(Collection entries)
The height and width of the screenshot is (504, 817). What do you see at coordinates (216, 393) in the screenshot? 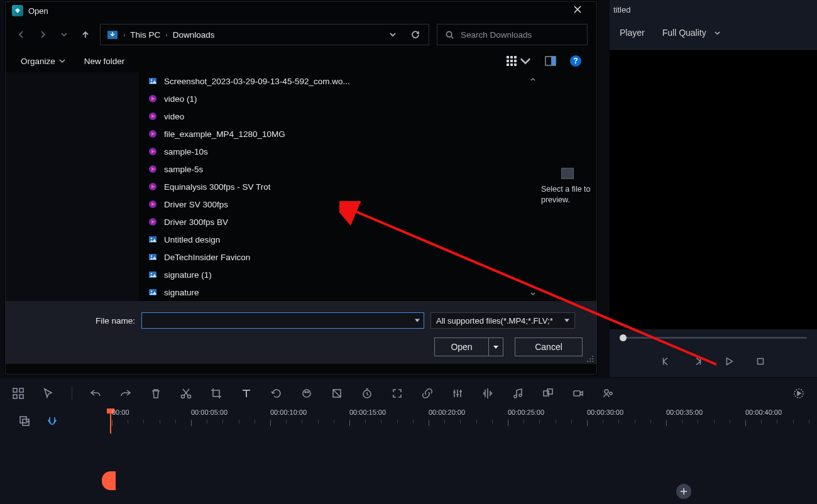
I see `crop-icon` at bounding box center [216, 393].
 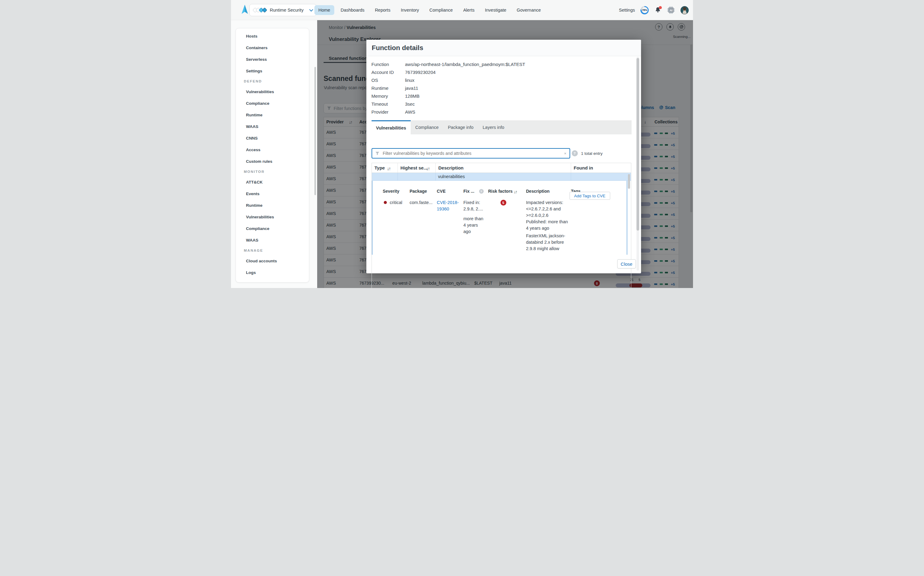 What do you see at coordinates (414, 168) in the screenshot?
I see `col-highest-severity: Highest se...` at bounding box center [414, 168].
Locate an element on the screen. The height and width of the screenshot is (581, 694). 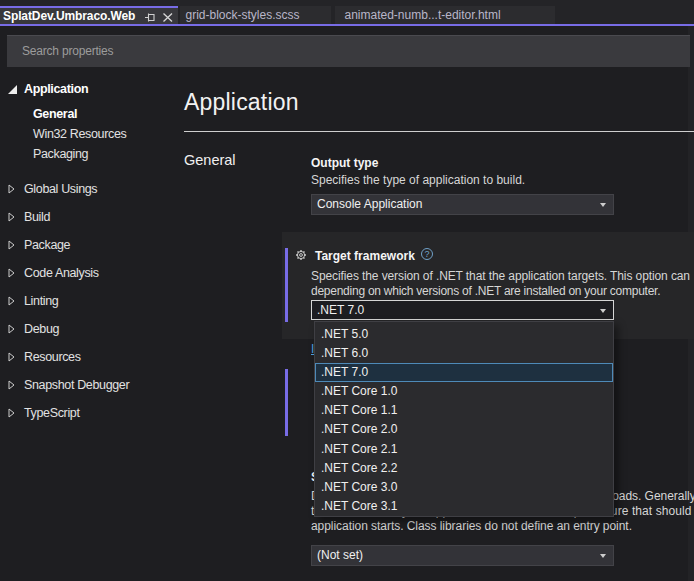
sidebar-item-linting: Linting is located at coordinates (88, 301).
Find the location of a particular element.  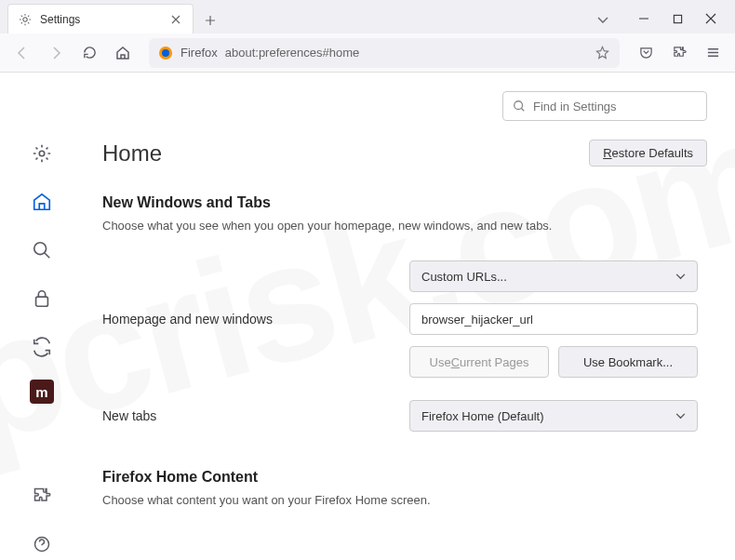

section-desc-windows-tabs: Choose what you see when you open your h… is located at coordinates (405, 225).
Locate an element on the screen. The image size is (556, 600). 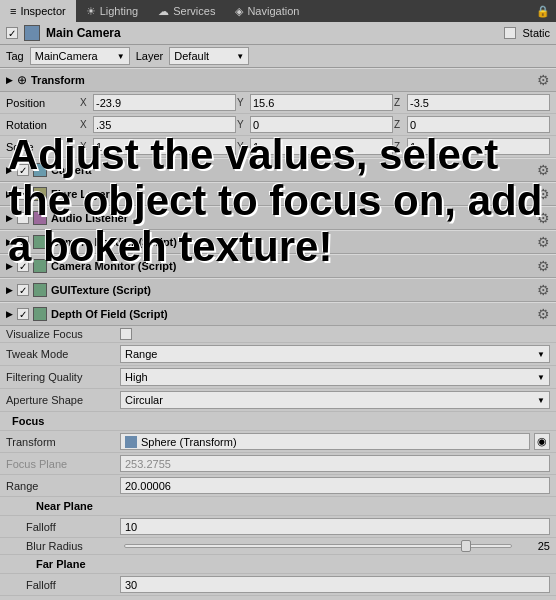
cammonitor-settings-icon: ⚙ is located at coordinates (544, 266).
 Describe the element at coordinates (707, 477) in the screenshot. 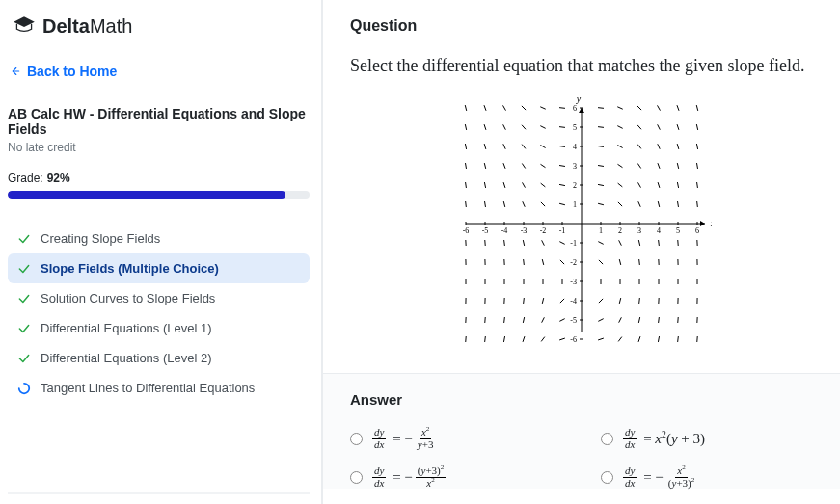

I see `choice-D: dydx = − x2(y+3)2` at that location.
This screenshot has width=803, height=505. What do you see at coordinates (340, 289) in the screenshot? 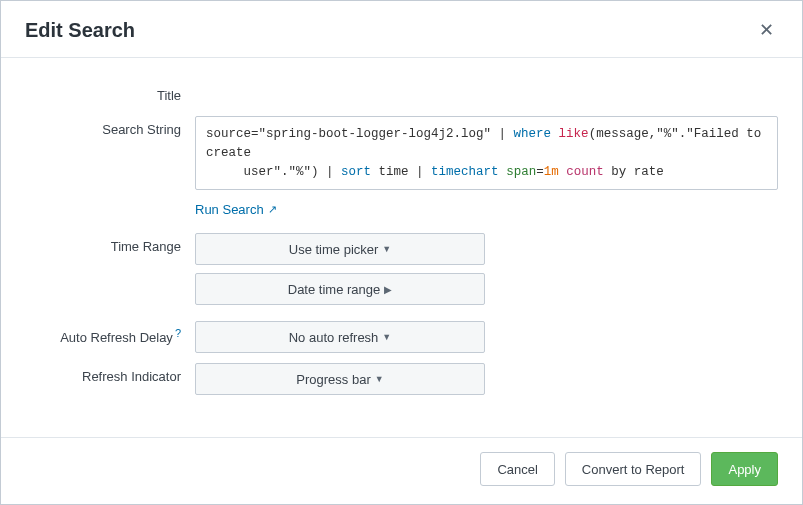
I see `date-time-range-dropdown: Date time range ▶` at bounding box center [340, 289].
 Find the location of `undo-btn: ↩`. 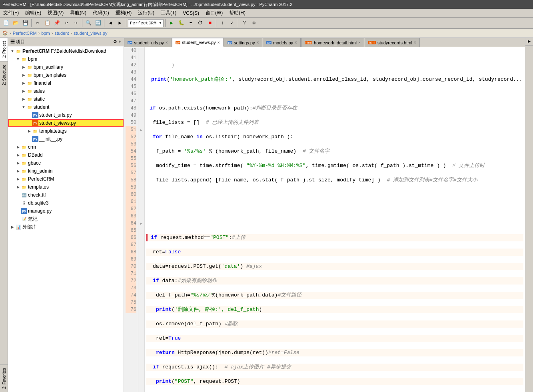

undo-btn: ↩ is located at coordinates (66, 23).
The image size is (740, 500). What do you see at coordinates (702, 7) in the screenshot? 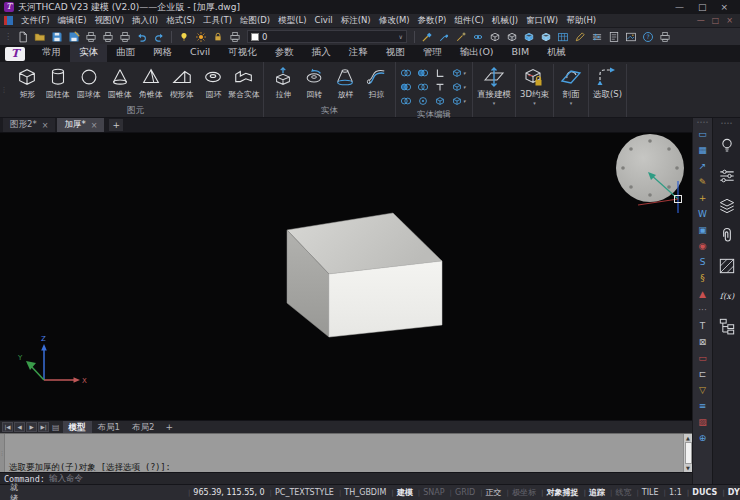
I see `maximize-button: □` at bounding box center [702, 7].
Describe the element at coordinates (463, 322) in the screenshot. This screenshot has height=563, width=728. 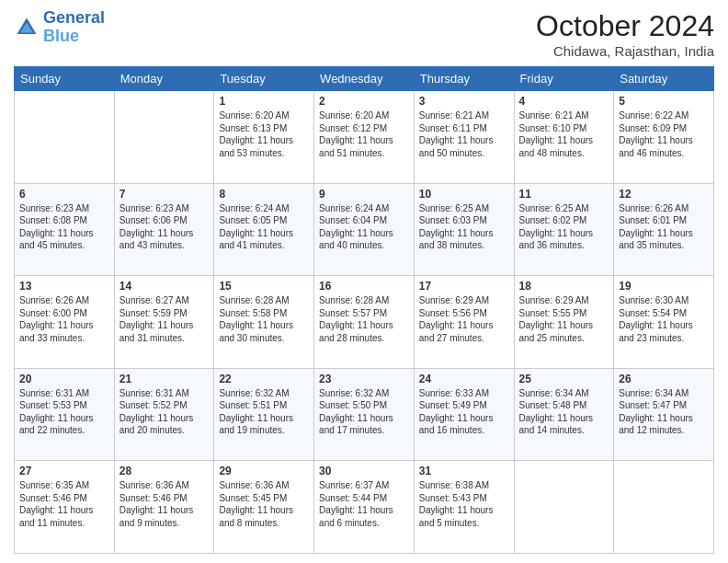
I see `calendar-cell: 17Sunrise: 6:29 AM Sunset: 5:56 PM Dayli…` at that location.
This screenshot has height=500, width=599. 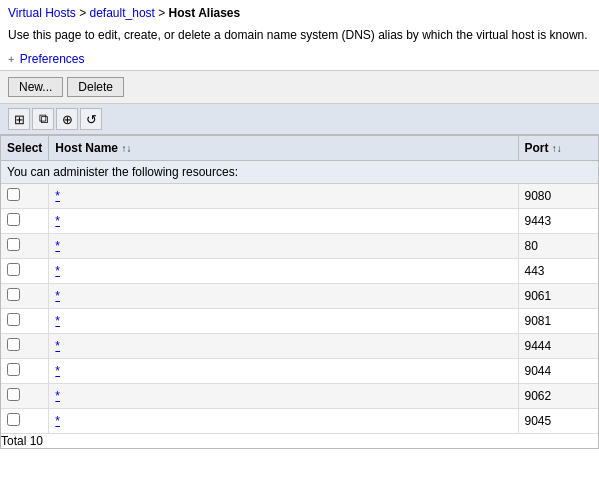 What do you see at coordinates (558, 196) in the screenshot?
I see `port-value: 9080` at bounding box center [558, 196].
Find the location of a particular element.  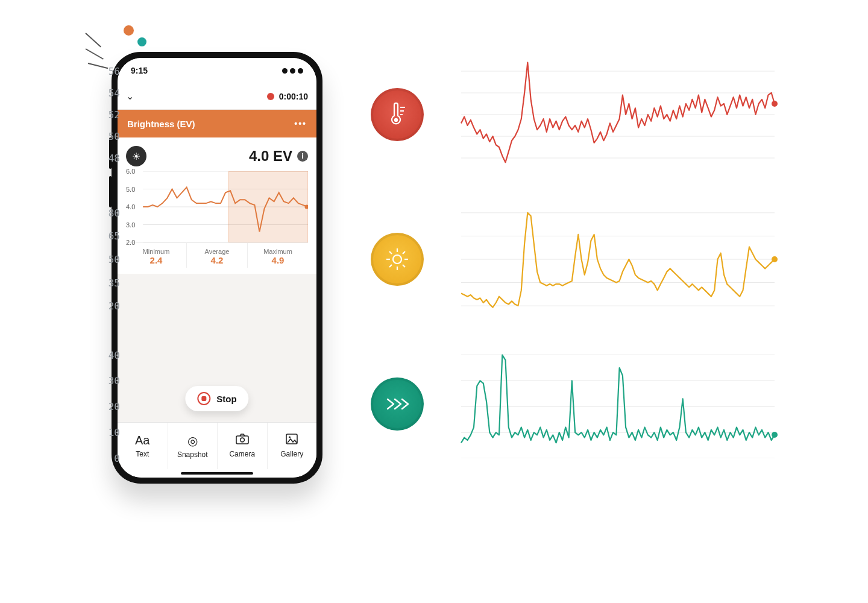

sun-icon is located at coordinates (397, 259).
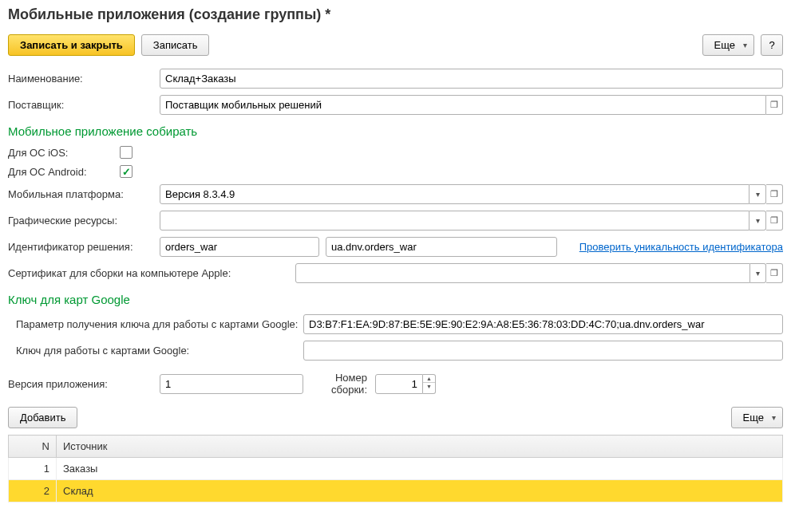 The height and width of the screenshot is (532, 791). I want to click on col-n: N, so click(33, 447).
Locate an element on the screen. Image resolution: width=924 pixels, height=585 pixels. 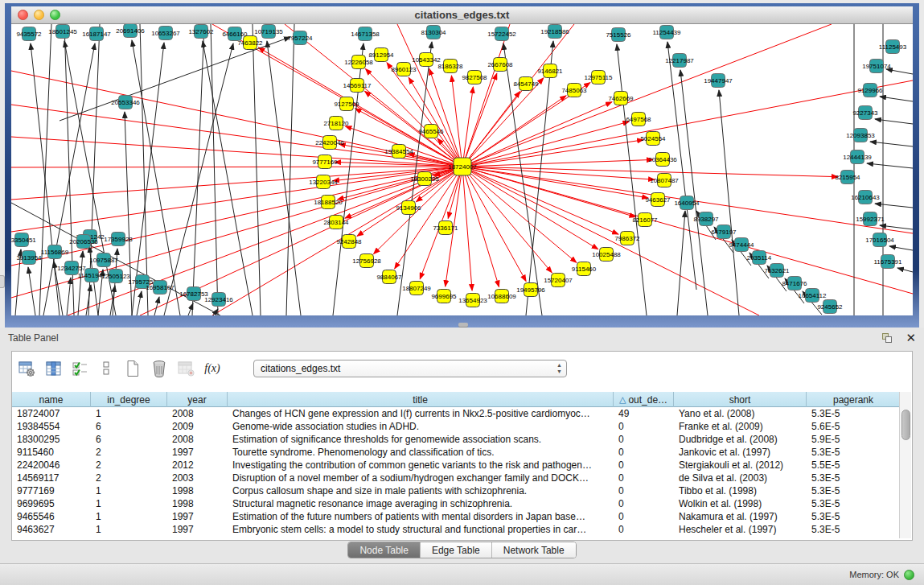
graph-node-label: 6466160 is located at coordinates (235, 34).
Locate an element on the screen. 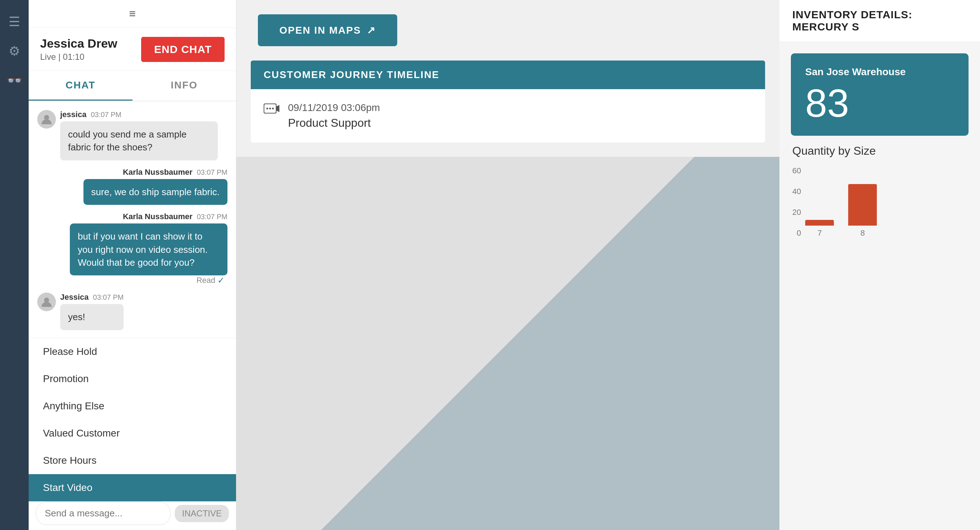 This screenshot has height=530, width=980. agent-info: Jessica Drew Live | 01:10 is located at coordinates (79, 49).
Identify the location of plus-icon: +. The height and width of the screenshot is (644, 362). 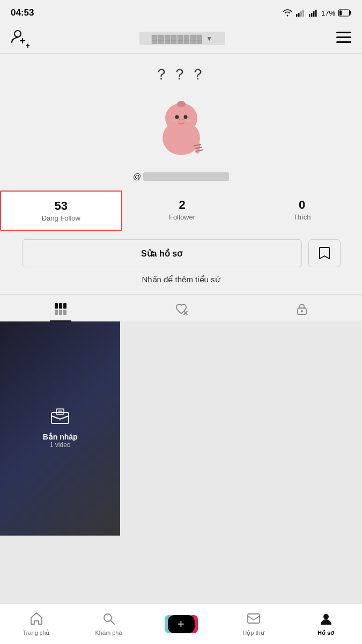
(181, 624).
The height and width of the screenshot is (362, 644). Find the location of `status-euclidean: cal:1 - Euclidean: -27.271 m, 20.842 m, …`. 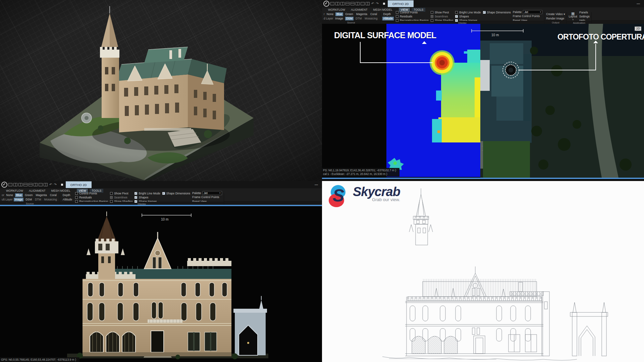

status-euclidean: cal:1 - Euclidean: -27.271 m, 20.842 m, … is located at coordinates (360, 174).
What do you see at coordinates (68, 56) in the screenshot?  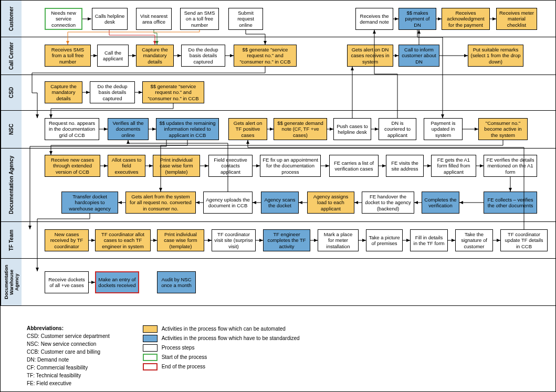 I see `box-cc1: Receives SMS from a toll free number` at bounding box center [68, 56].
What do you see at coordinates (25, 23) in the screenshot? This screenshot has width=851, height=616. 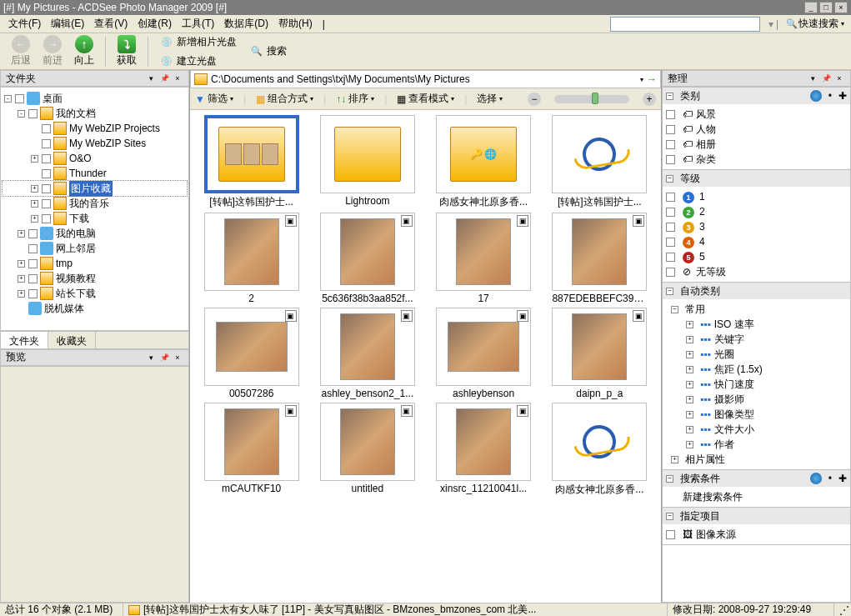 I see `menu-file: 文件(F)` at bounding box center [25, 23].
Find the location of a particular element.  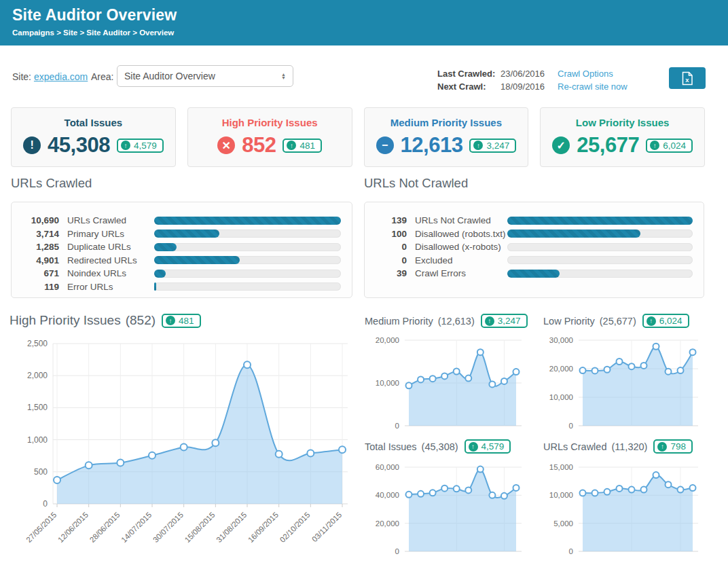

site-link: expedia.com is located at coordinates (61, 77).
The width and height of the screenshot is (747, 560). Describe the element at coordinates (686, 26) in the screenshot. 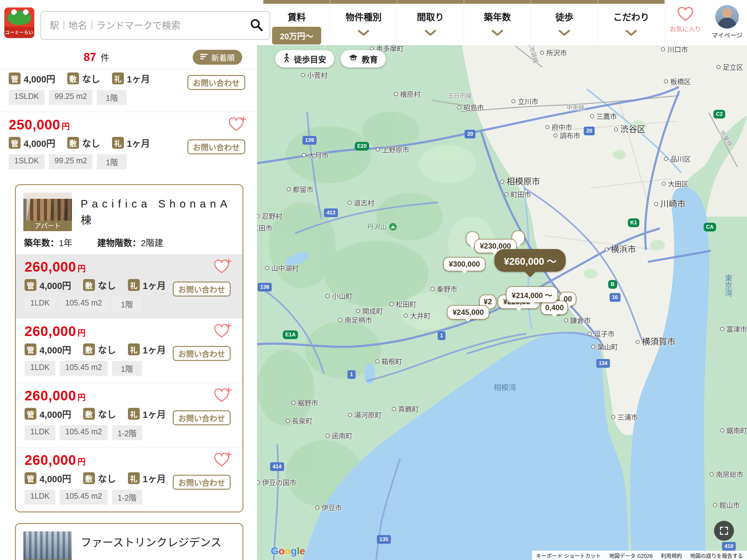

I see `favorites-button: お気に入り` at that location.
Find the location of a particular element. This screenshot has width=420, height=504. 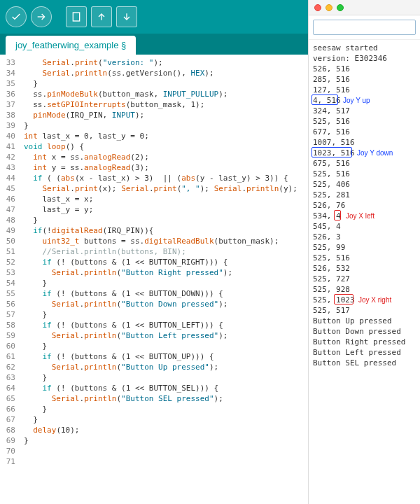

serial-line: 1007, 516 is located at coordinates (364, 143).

* Exercise aim:
Write out exactly the lines from the line holding "Find the location of a particular element. This" through the last line of the records above, inclusive, and nothing more. Leave out the pictures.

* Answer to the problem:
Find the location of a particular element. This screenshot has width=420, height=504. 

serial-line: 1007, 516 is located at coordinates (364, 143).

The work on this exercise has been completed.